Como midfielder Jayden Osei Addai heads into his second Serie A preseason as a peripheral figure in a transfer window that is reshaping the club around him — and the shape of that rebuild will determine how much space he occupies in Fàbregas's plans come August.

The stakes are structural. Como, fifth in the table on 68 points after a 37-match season that produced 61 goals and conceded only 28, have earned a place in next season's Champions League group phase. That is a different competition with different demands, and Fàbregas is responding accordingly. The club is closing in on Cruzeiro left-back Kaiki Bruno for a reported fee in the region of €14–15 million, and negotiations with Real Madrid over Nico Paz's future — whether he stays or departs for a reported €60 million — will define the creative architecture of the squad. These are not marginal decisions. They are the kind of decisions that compress minutes for players on the fringes of the first eleven.

Osei Addai's debut season produced three goals across 12 appearances, with an average rating of 6.90. Those are the numbers of a player who contributed without commanding — useful in rotation, not yet indispensable. At 20, that is not a criticism; it is a baseline. The question is whether a Champions League campaign accelerates his development or simply adds more competition above him in the pecking order.

The Paz situation is particularly relevant. If Real Madrid exercise their option and reclaim the Argentine, Como lose their most creative central presence and a gap opens. If Paz stays, the midfield hierarchy remains largely intact and Osei Addai's path to regular starts stays narrow. Neither outcome is straightforwardly good or bad for him — it depends on whether Fàbregas views him as a like-for-like option in that creative register or as a different kind of midfielder entirely.

His AI overall rating of 50 out of a potential 68 suggests the ceiling is credible, but the distance between current and potential is not closed by time alone. It requires minutes, and minutes at a club now operating in European competition are harder to guarantee than they were in a mid-table Serie A season. Sergi Roberto's departure, confirmed in recent reports, removes one senior presence from the dressing room — a small but real shift in the squad's internal balance.

Osei Addai does not need a transfer or a headline to advance his case. He needs a preseason in which Fàbregas sees enough to trust him with 20-minute cameos in the early Champions League qualifiers, and enough consistency to convert those into starts. The club is building upward. Whether he rises with it or gets squeezed by the ambition around him is the only question that matters now.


_EXERCISE_. Word for word, restate the entries below, but exclude the images.

[Extracts from a graphics dataset]
○ ○ ○
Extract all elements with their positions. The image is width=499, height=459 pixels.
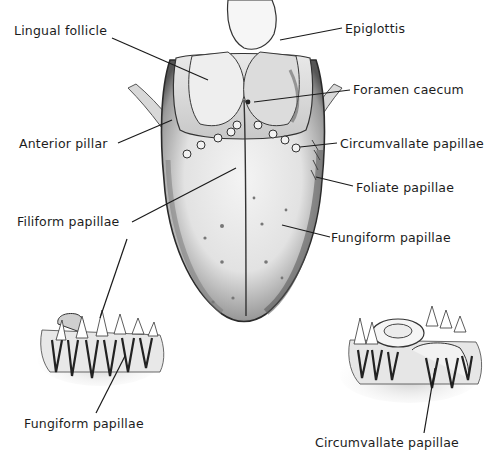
circumvallate-detail xyxy=(340,306,482,403)
tongue-anatomy-diagram: Lingual follicle Epiglottis Foramen caec… xyxy=(0,0,499,459)
epiglottis-shape xyxy=(228,0,277,49)
label-epiglottis: Epiglottis xyxy=(345,21,405,36)
label-circumvallate-papillae-detail: Circumvallate papillae xyxy=(315,435,459,450)
label-foliate-papillae: Foliate papillae xyxy=(356,180,454,195)
label-fungiform-papillae: Fungiform papillae xyxy=(331,230,451,245)
label-circumvallate-papillae: Circumvallate papillae xyxy=(340,136,484,151)
label-foramen-caecum: Foramen caecum xyxy=(353,82,464,97)
label-lingual-follicle: Lingual follicle xyxy=(14,23,107,38)
tongue-body xyxy=(162,52,325,322)
label-filiform-papillae: Filiform papillae xyxy=(17,214,120,229)
foramen-caecum-pit xyxy=(246,100,251,105)
label-anterior-pillar: Anterior pillar xyxy=(19,136,108,151)
label-fungiform-papillae-detail: Fungiform papillae xyxy=(24,416,144,431)
fungiform-detail xyxy=(38,310,164,386)
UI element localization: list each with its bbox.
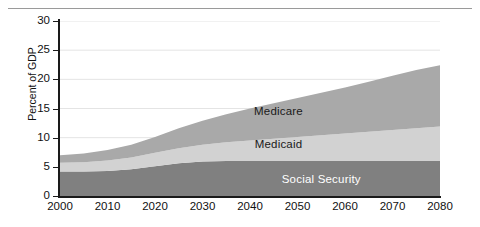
series-label-social-security: Social Security [282, 173, 361, 185]
plot-area [60, 21, 440, 196]
chart-figure: Percent of GDP 051015202530 200020102020… [0, 0, 480, 227]
y-tick-label: 25 [28, 44, 50, 55]
x-tick-label: 2060 [321, 200, 369, 212]
series-label-medicare: Medicare [254, 105, 303, 117]
y-tick-mark [53, 196, 59, 197]
x-axis-line [58, 196, 441, 198]
y-tick-mark [53, 167, 59, 168]
y-tick-label: 5 [28, 161, 50, 172]
area-series-group [60, 65, 440, 196]
x-tick-label: 2040 [226, 200, 274, 212]
x-tick-label: 2000 [36, 200, 84, 212]
x-tick-label: 2030 [179, 200, 227, 212]
y-axis-tick-labels: 051015202530 [22, 0, 50, 227]
x-tick-label: 2080 [416, 200, 464, 212]
y-tick-label: 15 [28, 103, 50, 114]
y-tick-label: 10 [28, 132, 50, 143]
top-divider-rule [8, 8, 472, 9]
y-tick-mark [53, 50, 59, 51]
y-tick-mark [53, 109, 59, 110]
x-tick-label: 2020 [131, 200, 179, 212]
x-tick-label: 2010 [84, 200, 132, 212]
x-tick-label: 2050 [274, 200, 322, 212]
y-tick-mark [53, 138, 59, 139]
series-label-medicaid: Medicaid [255, 138, 303, 150]
stacked-area-svg [60, 21, 440, 196]
y-tick-mark [53, 79, 59, 80]
y-tick-label: 30 [28, 15, 50, 26]
y-tick-mark [53, 21, 59, 22]
y-tick-label: 20 [28, 73, 50, 84]
x-tick-label: 2070 [369, 200, 417, 212]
○ ○ ○
_RESPONSE_.
Extract all elements with their positions. The image is width=499, height=459 pixels.
circumvallate-detail xyxy=(340,306,482,403)
tongue-anatomy-diagram: Lingual follicle Epiglottis Foramen caec… xyxy=(0,0,499,459)
epiglottis-shape xyxy=(228,0,277,49)
label-epiglottis: Epiglottis xyxy=(345,21,405,36)
label-circumvallate-papillae-detail: Circumvallate papillae xyxy=(315,435,459,450)
label-foliate-papillae: Foliate papillae xyxy=(356,180,454,195)
label-fungiform-papillae: Fungiform papillae xyxy=(331,230,451,245)
label-circumvallate-papillae: Circumvallate papillae xyxy=(340,136,484,151)
label-foramen-caecum: Foramen caecum xyxy=(353,82,464,97)
label-lingual-follicle: Lingual follicle xyxy=(14,23,107,38)
tongue-body xyxy=(162,52,325,322)
label-filiform-papillae: Filiform papillae xyxy=(17,214,120,229)
foramen-caecum-pit xyxy=(246,100,251,105)
label-anterior-pillar: Anterior pillar xyxy=(19,136,108,151)
label-fungiform-papillae-detail: Fungiform papillae xyxy=(24,416,144,431)
fungiform-detail xyxy=(38,310,164,386)
UI element localization: list each with its bbox.
series-label-social-security: Social Security [282, 173, 361, 185]
plot-area [60, 21, 440, 196]
chart-figure: Percent of GDP 051015202530 200020102020… [0, 0, 480, 227]
y-tick-label: 25 [28, 44, 50, 55]
x-tick-label: 2060 [321, 200, 369, 212]
series-label-medicare: Medicare [254, 105, 303, 117]
y-tick-mark [53, 196, 59, 197]
x-axis-line [58, 196, 441, 198]
y-tick-mark [53, 167, 59, 168]
y-tick-label: 5 [28, 161, 50, 172]
area-series-group [60, 65, 440, 196]
x-tick-label: 2040 [226, 200, 274, 212]
x-tick-label: 2000 [36, 200, 84, 212]
x-tick-label: 2030 [179, 200, 227, 212]
y-axis-tick-labels: 051015202530 [22, 0, 50, 227]
x-tick-label: 2080 [416, 200, 464, 212]
y-tick-label: 15 [28, 103, 50, 114]
y-tick-label: 10 [28, 132, 50, 143]
top-divider-rule [8, 8, 472, 9]
y-tick-mark [53, 50, 59, 51]
y-tick-mark [53, 109, 59, 110]
x-tick-label: 2020 [131, 200, 179, 212]
x-tick-label: 2010 [84, 200, 132, 212]
x-tick-label: 2050 [274, 200, 322, 212]
y-tick-mark [53, 138, 59, 139]
series-label-medicaid: Medicaid [255, 138, 303, 150]
stacked-area-svg [60, 21, 440, 196]
y-tick-mark [53, 79, 59, 80]
y-tick-label: 30 [28, 15, 50, 26]
y-tick-mark [53, 21, 59, 22]
y-tick-label: 20 [28, 73, 50, 84]
x-tick-label: 2070 [369, 200, 417, 212]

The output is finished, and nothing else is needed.